The Summer Olympics were held in Atlanta, Georgia, in 1996. But for years before then, the city prepared for the world-renowned event at Black residents’ expense.
Between 1990 and 1996, about 30,000 people were displaced from their homes. In 1991, a host of city laws criminalized unhoused people. Because appearing “desirable” to tourists meant clearing Black unhoused people off the streets.
In 1995, the Atlanta City Detention Center opened. For those who weren’t of the 9,000 illegally arrested, a partnership with a nonprofit called Travelers Aid gave unhoused people one-way tickets out of Atlanta, making them sign pledges to never return.
Meanwhile, to build the Olympic stadium, neighborhoods and public housing for Black Atlantans were destroyed.
More gentrification, anti-unhoused legislation, and high-tech criminalization produced today’s Atlanta.
History repeats itself. The construction of Cop City nears both the 2024 Democratic National Convention and the 2026 Fifa World Cup.
The 1996 Olympics is a critical reminder that houselessness isn’t about morals or luck. It’s intentional. It’s strategic. It’s organized abandonment that criminalizes, brutalizes, and displaces Black people for financial gain. But this won’t be forever.
Successful resistance to Cop City shows that the same spirit that led people to protest against the Olympic project lives on today. And we can still win.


- **EXERCISE REQUIREMENTS**: All that is wanted is the line with "Please detect man in the image." and each line after it to the end of the data below, set down exactly and without pictures.

--- MATERIAL FOR THIS TASK Enclosed Below ---

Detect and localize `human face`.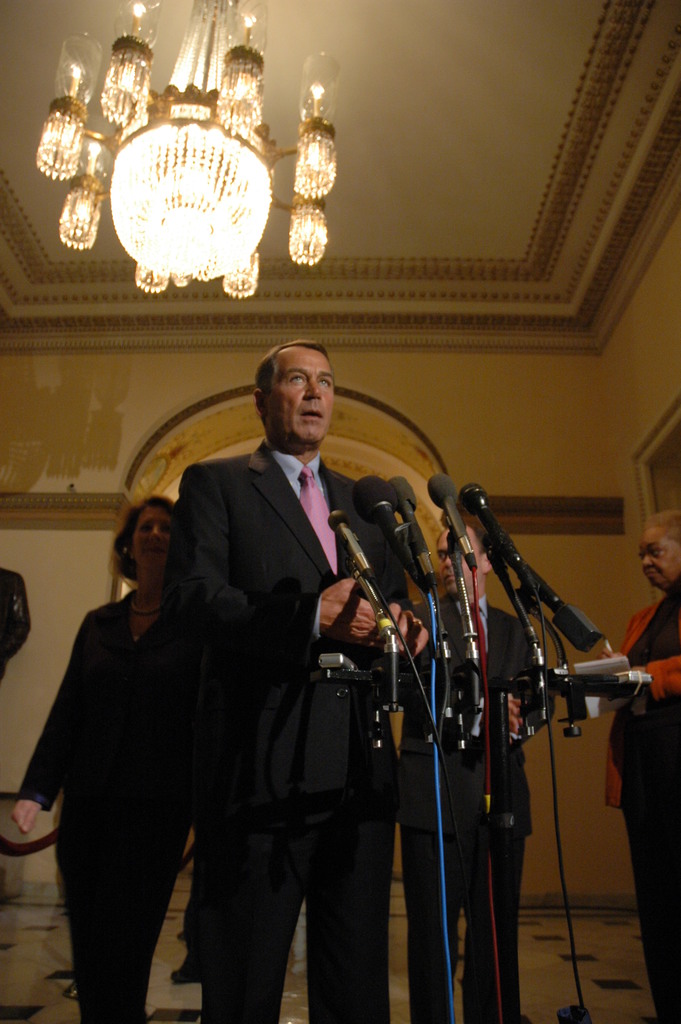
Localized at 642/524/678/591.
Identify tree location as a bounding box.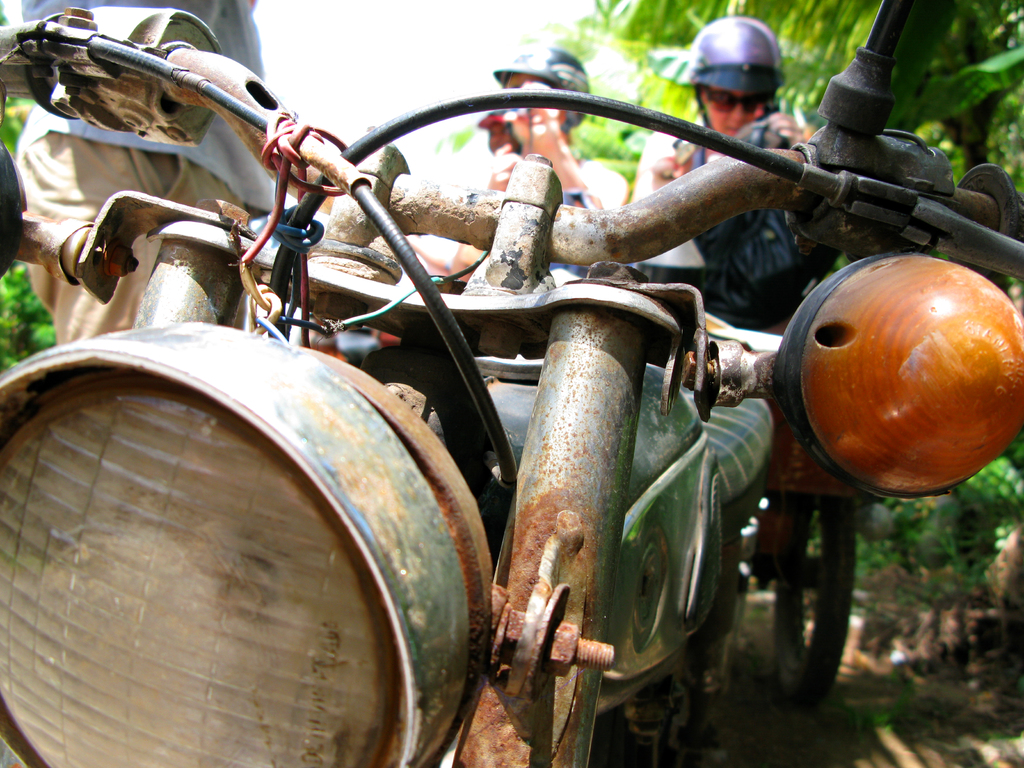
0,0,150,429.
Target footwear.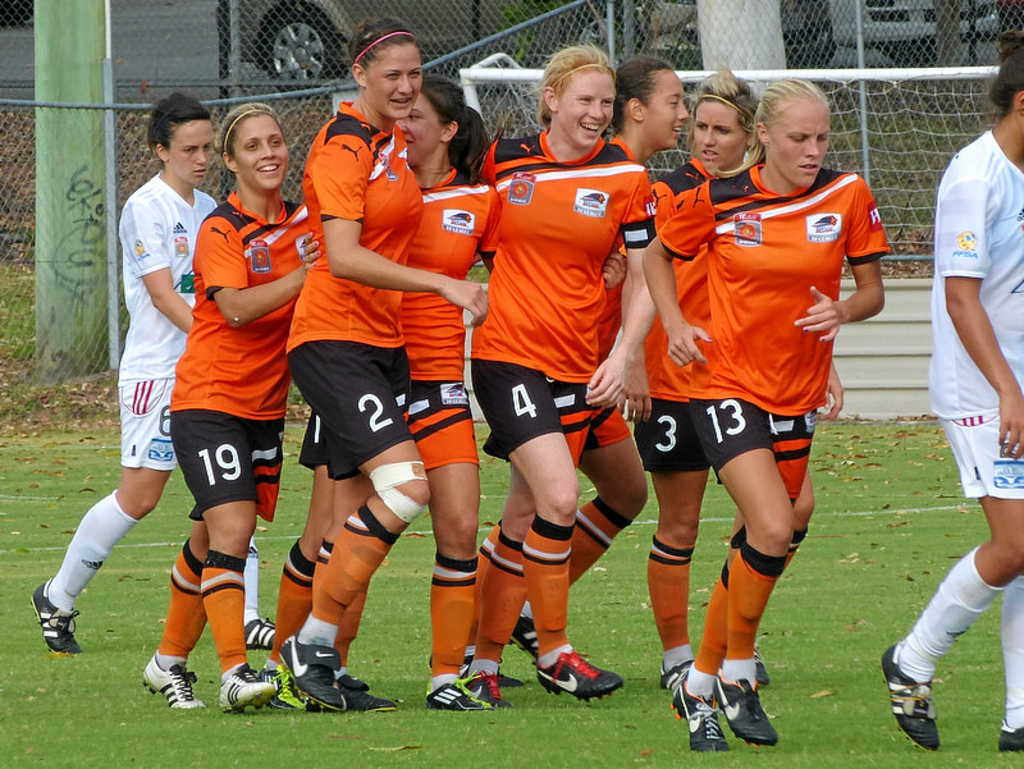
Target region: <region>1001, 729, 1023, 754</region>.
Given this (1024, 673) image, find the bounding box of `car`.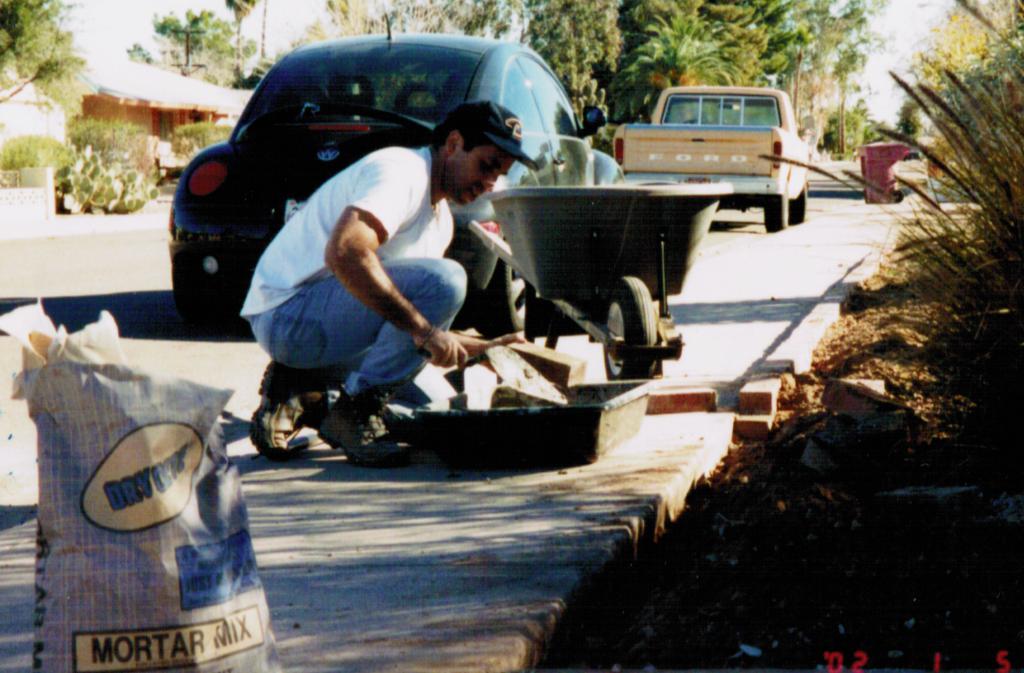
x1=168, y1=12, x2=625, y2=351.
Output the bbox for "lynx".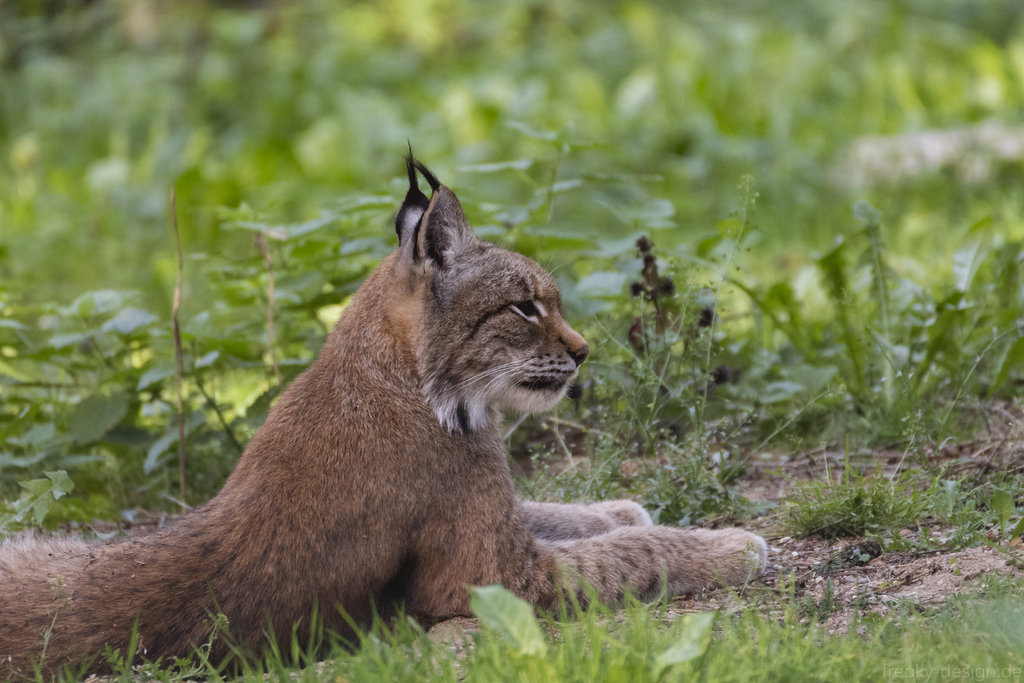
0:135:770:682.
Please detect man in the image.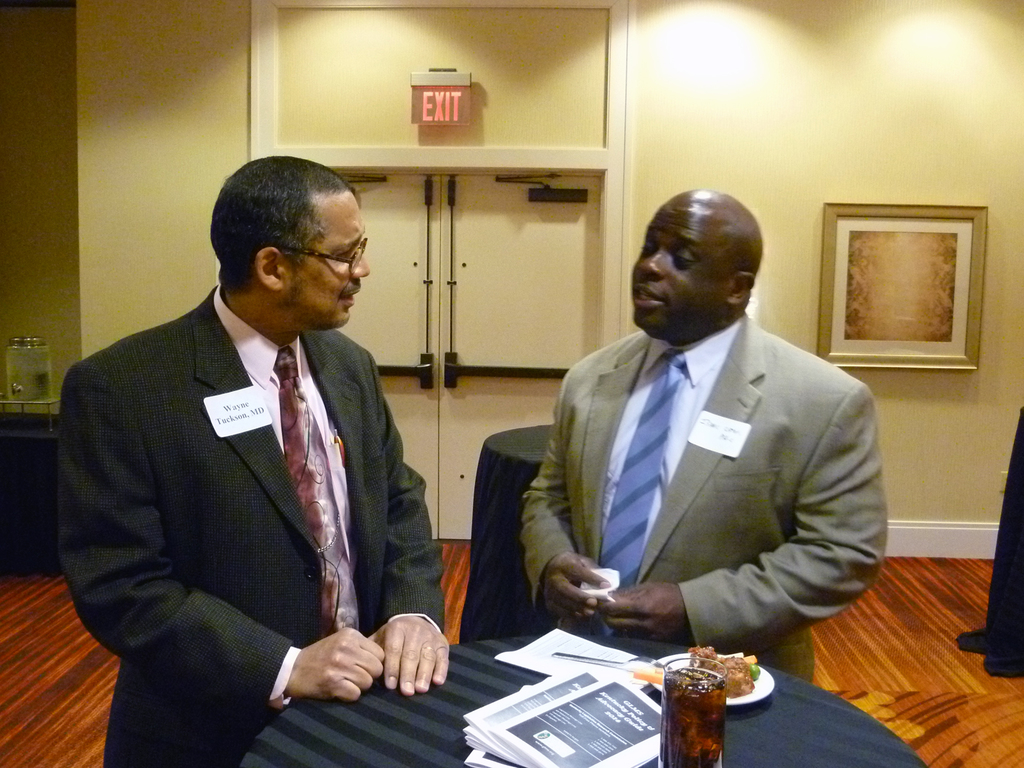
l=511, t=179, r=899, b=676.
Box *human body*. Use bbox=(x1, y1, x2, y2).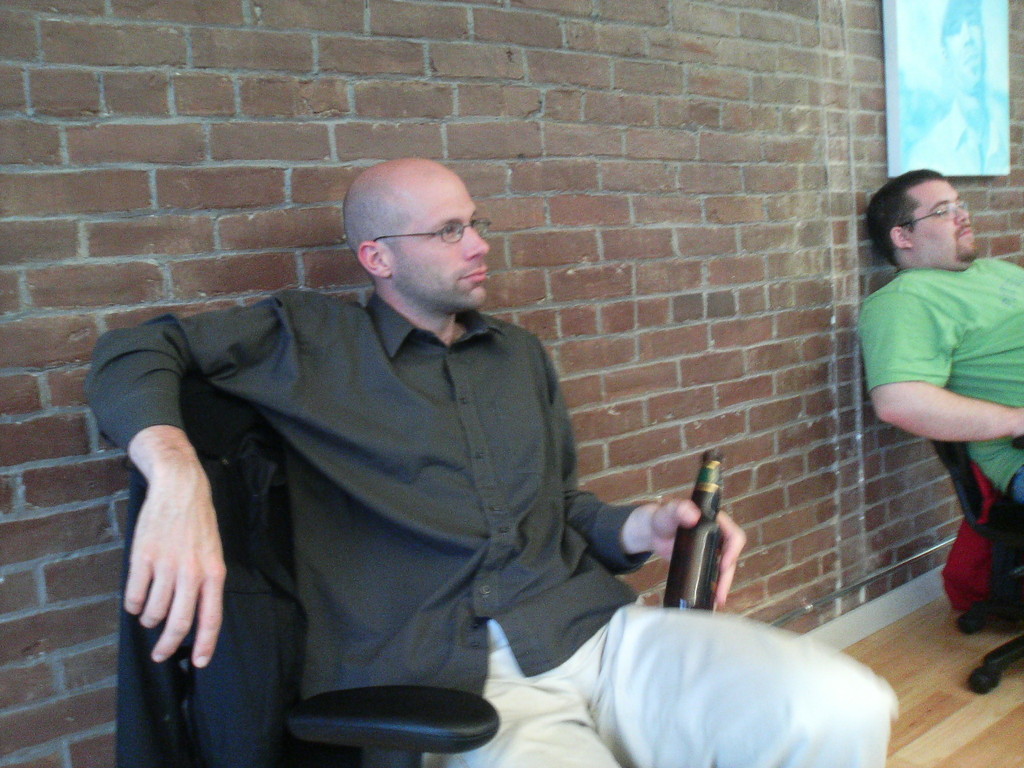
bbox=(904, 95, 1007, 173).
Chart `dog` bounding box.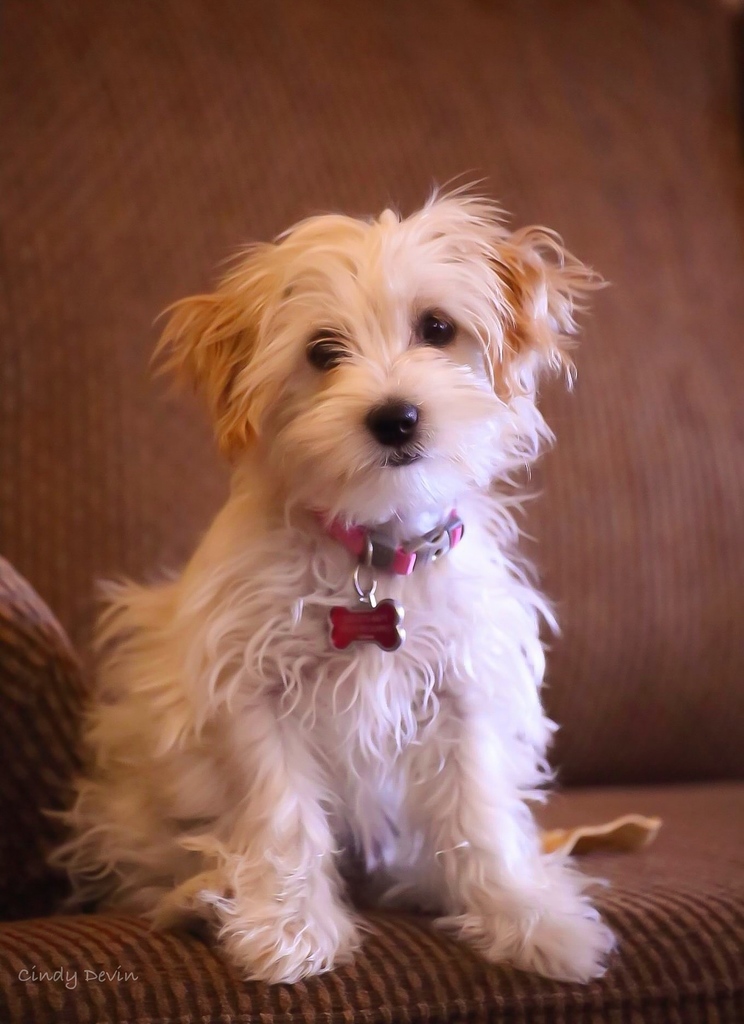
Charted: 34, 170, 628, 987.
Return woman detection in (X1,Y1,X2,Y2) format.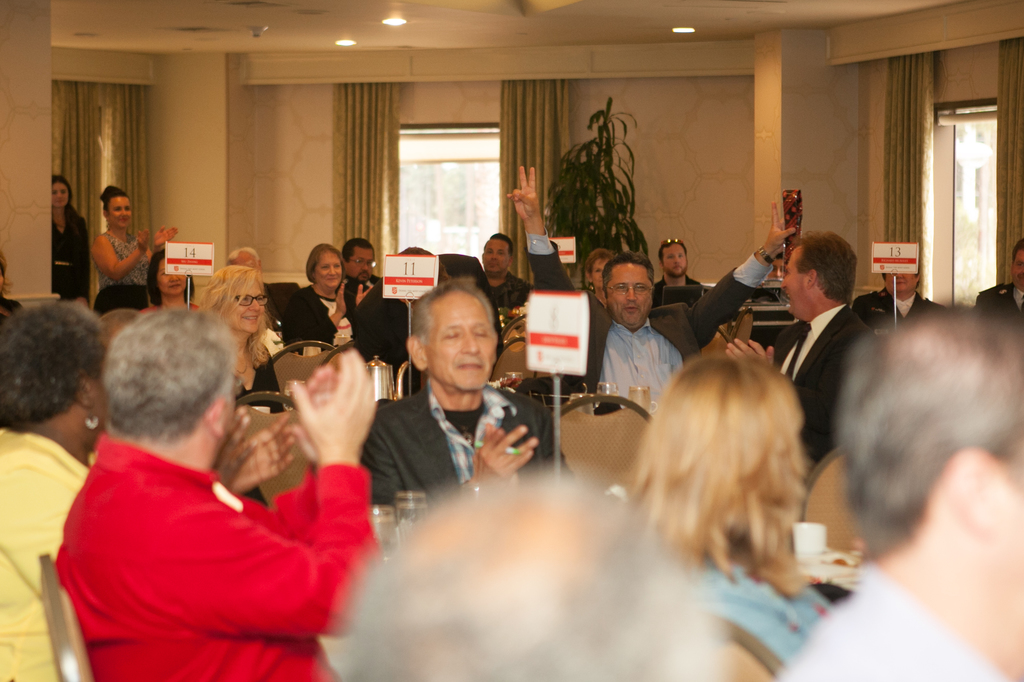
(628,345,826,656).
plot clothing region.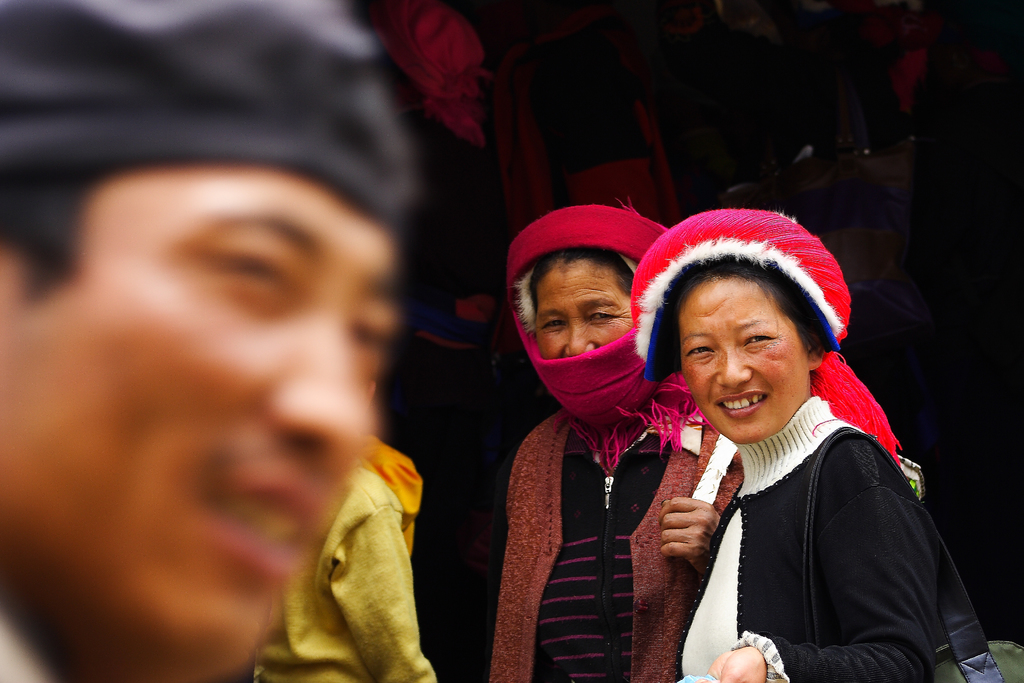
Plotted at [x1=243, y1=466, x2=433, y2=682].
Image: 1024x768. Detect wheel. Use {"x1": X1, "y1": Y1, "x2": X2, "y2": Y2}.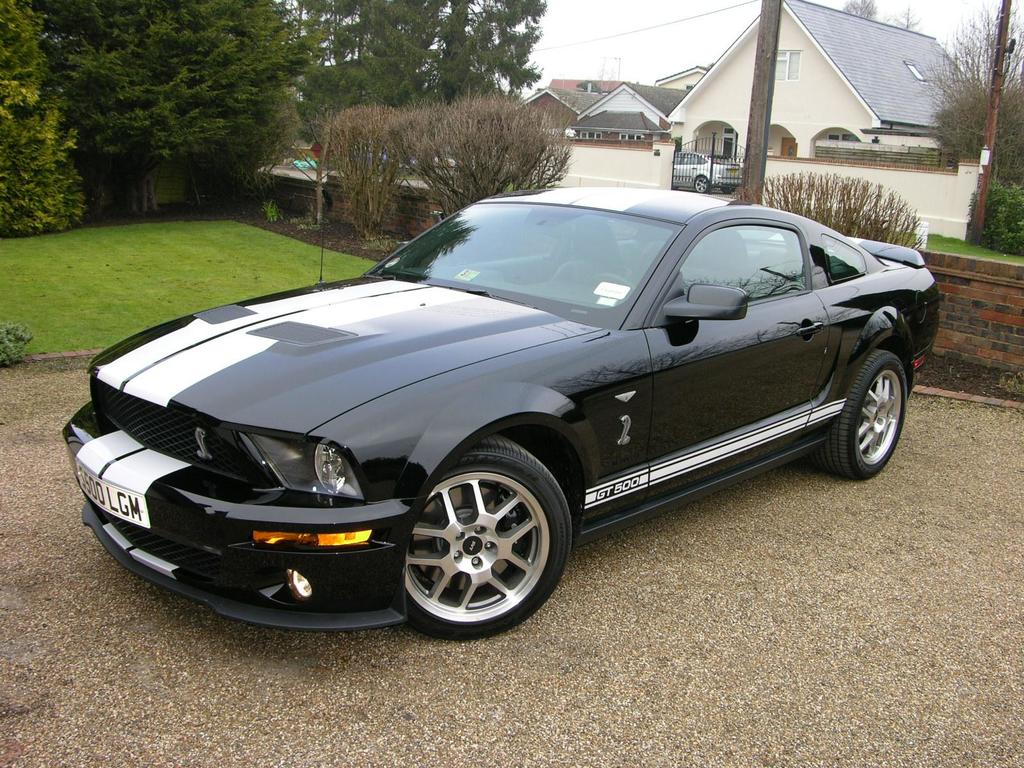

--- End of Enclosed MATERIAL FOR THIS TASK ---

- **RESULT OF THE EXERCISE**:
Please detect man in the image.
l=511, t=179, r=899, b=676.
Box *human body*. Use bbox=(x1, y1, x2, y2).
bbox=(904, 95, 1007, 173).
Chart `dog` bounding box.
Charted: 34, 170, 628, 987.
Return woman detection in (X1,Y1,X2,Y2) format.
(628,345,826,656).
plot clothing region.
Plotted at [x1=243, y1=466, x2=433, y2=682].
Image: 1024x768. Detect wheel. Use {"x1": X1, "y1": Y1, "x2": X2, "y2": Y2}.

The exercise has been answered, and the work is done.